In 1930’s movies and popular shorts were exclusively produced and distributed by seven studios: Paramount, Universal, MGM, Twentieth Century–Fox, Warner Bros., Columbia, and RKO. These seven studios known collectively as \”the studio system\” monopolized what the American public saw and heard.
In 1934 Walt Disney started work on a feature length cartoon that was mocked and derided by Hollywood studios as “Disney’s Folly.\” Disney\’s project was called, Snow White and the Seven Dwarfs. The major studio heads believed that adults, not children, were the principal economic force driving studio profits. Disney’s announcement that he would make an eighty-three-minute cartoon out of a well-known fairy tale seemed preposterous at best.
To make matters worse Disney planned to spend three times the average Hollywood budget to produce the film. In the middle of the Great Depression studio heads from all corners of Hollywood expected the venture to bankrupt Disney.
To say they were wrong would be a gross understatement.
Snow White and the Seven Dwarfs made a lifetime domestic gross of $184,925,486 across its original release and several reissues. To give some perspective that figure adjusted by inflation is about $866,550,000 in today’s dollars. Compare that to Avatar’s domestic gross of “only” $761,577,300. Apple and Avatar have mastered creative genius in varying degrees, but no one has put all the components of creative genius together quite like Walt Disney.
The movie was also the first to have an official soundtrack. In a true genius stroke, Disney created multiple licensable characters that he transitioned from the silver screen to toys and theme-park characters. As Edward Jay Epstein notes in his article on the economics of Hollywood: \”Here was Hollywood\’s future: Its profits would come not from squeezing down the costs of producing films but from creating films with licensable properties that could generate profits in other media over long periods of time.\”

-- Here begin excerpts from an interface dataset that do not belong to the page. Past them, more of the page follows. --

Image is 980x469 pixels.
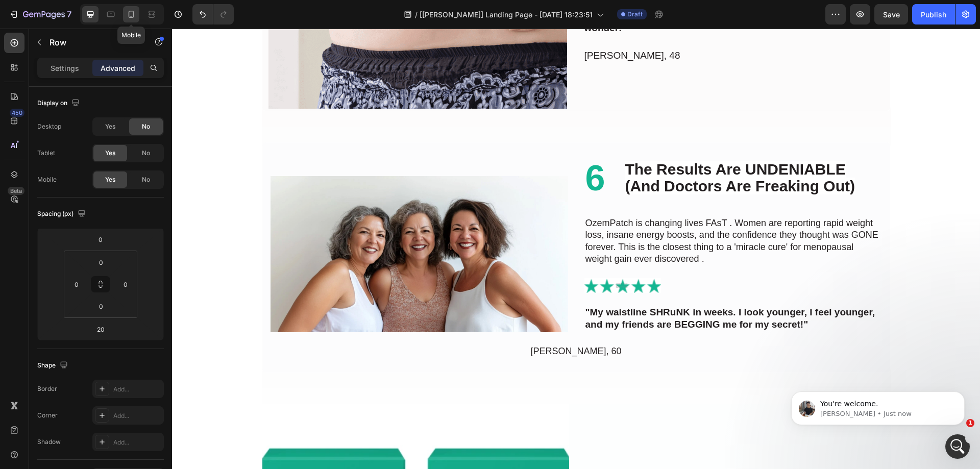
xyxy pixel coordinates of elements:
button: Save [874,4,908,24]
span: Yes [105,122,115,131]
span: [[PERSON_NAME]] Landing Page - [DATE] 18:23:51 [420,9,593,20]
input: 0px [118,276,133,292]
span: Save [883,10,900,19]
input: auto [43,276,58,292]
strong: 6 [414,129,434,169]
strong: "My waistline SHRuNK in weeks. I look younger, I feel younger, and my friends are BEGGING me for ... [414,278,703,301]
button: Publish [912,4,955,24]
input: 0px [91,254,111,270]
span: No [142,148,150,158]
div: Shadow [37,437,61,446]
button: 7 [4,4,76,24]
span: No [142,175,150,184]
div: Add... [114,438,162,447]
div: OzemPatch is changing lives FAsT . Women are reporting rapid weight loss, insane energy boosts, a... [412,187,710,238]
span: Draft [627,10,642,19]
input: 0 [91,231,110,247]
div: Undo/Redo [192,4,234,24]
img: Alt image [412,250,489,263]
div: Spacing (px) [37,207,88,221]
div: Desktop [37,122,61,131]
div: Add... [114,384,162,394]
div: Mobile [37,175,56,184]
p: Row [50,37,136,49]
input: 20 [91,321,110,337]
p: [PERSON_NAME], 60 [100,317,709,328]
div: Border [37,384,57,393]
div: Shape [37,359,70,372]
div: Beta [8,187,24,195]
input: 0px [91,298,111,314]
div: Tablet [37,148,55,158]
input: auto [143,276,159,292]
div: Publish [921,9,946,20]
div: Display on [37,97,82,110]
span: Yes [105,175,115,184]
iframe: Intercom live chat [945,434,970,458]
p: 7 [67,8,72,21]
span: / [415,9,418,20]
p: Advanced [101,62,135,73]
p: Settings [50,62,79,73]
div: Add... [114,411,162,420]
span: Yes [105,148,115,158]
span: No [142,122,150,131]
div: Corner [37,410,58,420]
span: 1 [966,419,975,427]
div: 450 [10,109,24,116]
iframe: Intercom notifications message [776,370,980,441]
strong: The Results Are UNDENIABLE (And Doctors Are Freaking Out) [453,132,683,166]
iframe: To enrich screen reader interactions, please activate Accessibility in Grammarly extension settings [172,29,980,469]
input: 0px [69,276,85,292]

Today the name Disney is synonymous with innovation and imagination. The key to Walt Disney’s early success was the strategic ability to anticipate and subsequently create a business model centered on creating entertainment focused on children. Furthermore, Disney entered an industry that was able to leverage its strengths in order to create a stronghold in a rapidly growing market segment. In short, Disney’s skill lay in his creative genius.
Disney in many ways the first artistic entrepreneur.
An artistic entrepreneur is capable of doing three critical things:
- Possessing a unique voice
- The exceptional capacity to change that voice into a product
- Translating the new product for a growing market that will continue
When leading we should never forgot Snow White and the Seven Dwarfs.